This library is designed to be used with Symfony's service-container and leverages Ocramius' Proxy Manager to allow you to configure an 'original' implementation of a service that can be changed to an 'alternative' implementation on-the-fly.
As of Symfony 4.0 you're not allowed to change or remove a service once it has been initialized. As such, when you need a temporary test double in a unit or functional test, you cannot simply replace the service.
This library allows you to add an alternative configuration to Symfony, which replaces the service with a special proxy that will allow you to gain complete control over the 'internals', even after Symfony has initialized the service and started using it as dependency in related services.
Just include this as a dev dependency:
composer require --dev tweakers/symfony-service-mock
Any service that is configured in Symfony can be re-configured in the test-environment's specific services.yaml.

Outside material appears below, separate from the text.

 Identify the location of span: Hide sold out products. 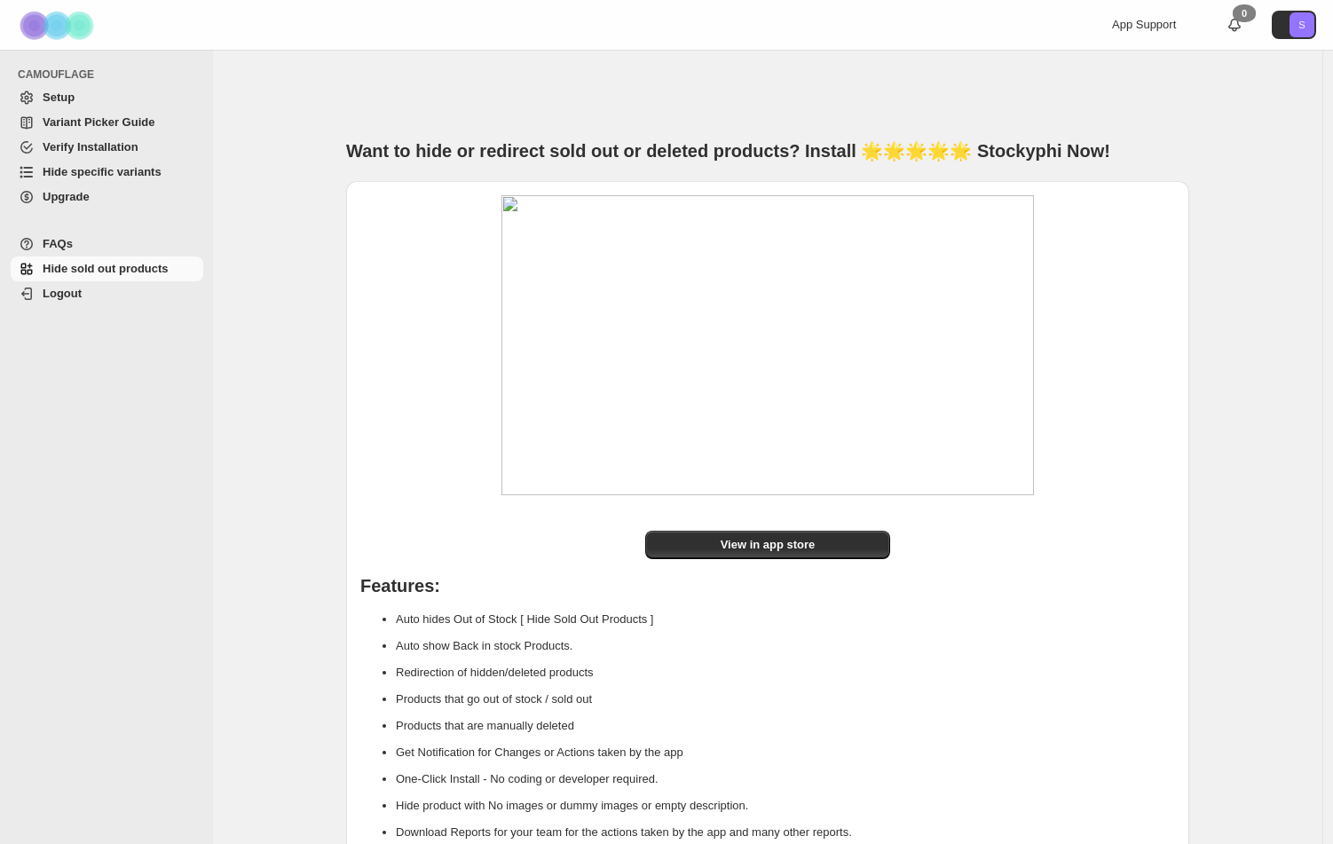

For this library to work optimally, you should reconfigure those services as a decorator.
If you have a service 'App\TestService' in your regular configuration, you can configure it like this to allow mocking its internal behavior:
# In config\packages\test\services.yaml:
services:
_defaults:
public: true
autowire: true
Tweakers\Test\MockableService\MockableServiceProxyFactory: ~
App\TestService_mocked:
decorates: App\TestService
decoration_inner_name: 'App\TestService.inner'
factory: ['@Tweakers\Test\MockableService\MockableServiceProxyFactory', 'createServiceProxy']
arguments: ['@App\TestService.inner']
With just this test-configuration, there is normally no difference in behavior. Although there may be minor changes due to the use of a proxy (see Ocramius' manual) or the fact that it was made public.

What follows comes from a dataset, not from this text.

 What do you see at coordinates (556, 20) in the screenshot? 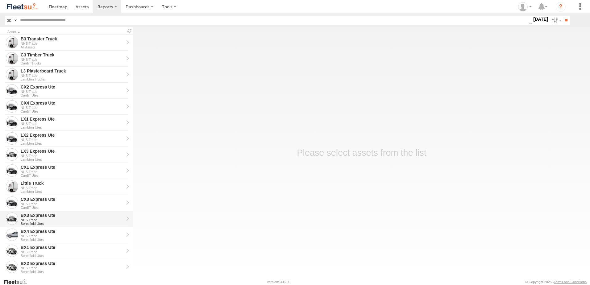
I see `label: Search Filter Options` at bounding box center [556, 20].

But all services that depend on the App\TestService will now use the newly configured decorating proxy. Which by default falls back to the original service for any actual work.

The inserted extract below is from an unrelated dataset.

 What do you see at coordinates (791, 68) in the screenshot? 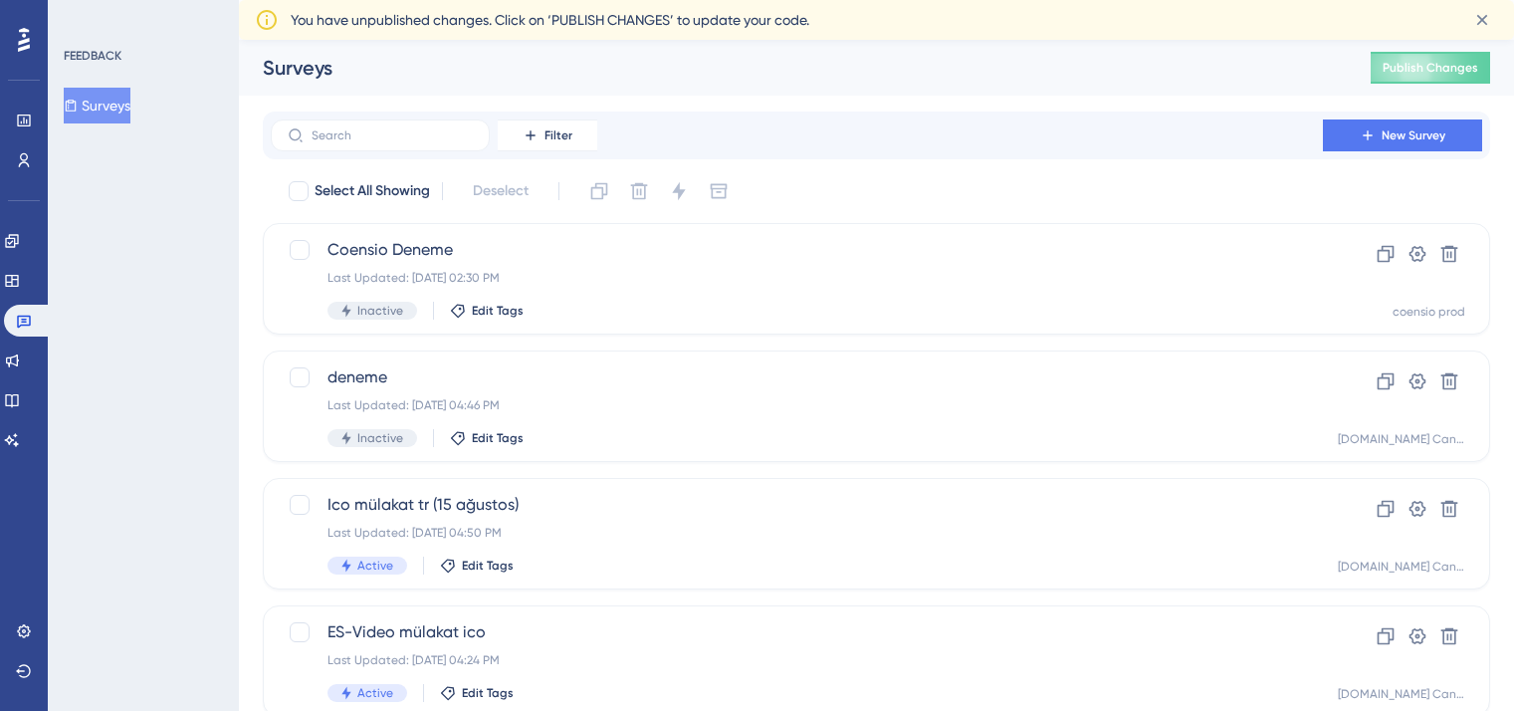
I see `div: Surveys` at bounding box center [791, 68].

Therefor this configuration allows you to adjust the behavior of the TestService without having to know which service is using it or whether Symfony already initiated it. That can be done in a unit test like so:
<?php
namespace App;
class TestService
{
private $stuff;
public function getStuff()
{
return $this->stuff;
}
public function setStuff($stuff)
{
$this->stuff = $stuff;
}
}
<?php
namespace App\Tests;
use App\TestService;
use Symfony\Bundle\FrameworkBundle\Test\KernelTestCase;
class TestServiceTest extends KernelTestCase
{
protected function setUp()
{
parent::setUp();
self::bootKernel();
}
protected function tearDown()
{
parent::tearDown();
// Make sure the original version is restored inside the proxy
self::$container->get(TestService::class)->restoreOriginalService();
}
public function testServiceBehaviorCanBeChanged(): void
{
// Set the value of "stuff" to 39 in the original TestService
$service = self::$container->get(TestService::class);
$service->setStuff(39);
$this->assertSame(39, $service->getStuff());
// Set our mock as alternative for this test
$mock = $this->createMock(TestService::class);
$mock->method('getStuff')->willReturn(42);
$service->setAlternativeService($mock);
$this->assertSame(42, $service->getStuff());
// Revert to original service
$service->restoreOriginalService();
$this->assertSame(39, $service->getStuff());
}
}
This code has only been tested with Symfony 3.4, 4.1 and 4.2, although it should work with 4.0 and older versions. In Symfony 4.1 a TestContainer was introduced that gives access to private services. So it may not be necessary to define a service as public with Symfony 4.1 and higher. Symfony however does 'inline' or completely remove unused private services (even in 4.1), so tests may fail due to missing services if you define everything private. To prevent inlining, the example above creates the proxies with public=true, but it may also be necessary to redefine specific services as well.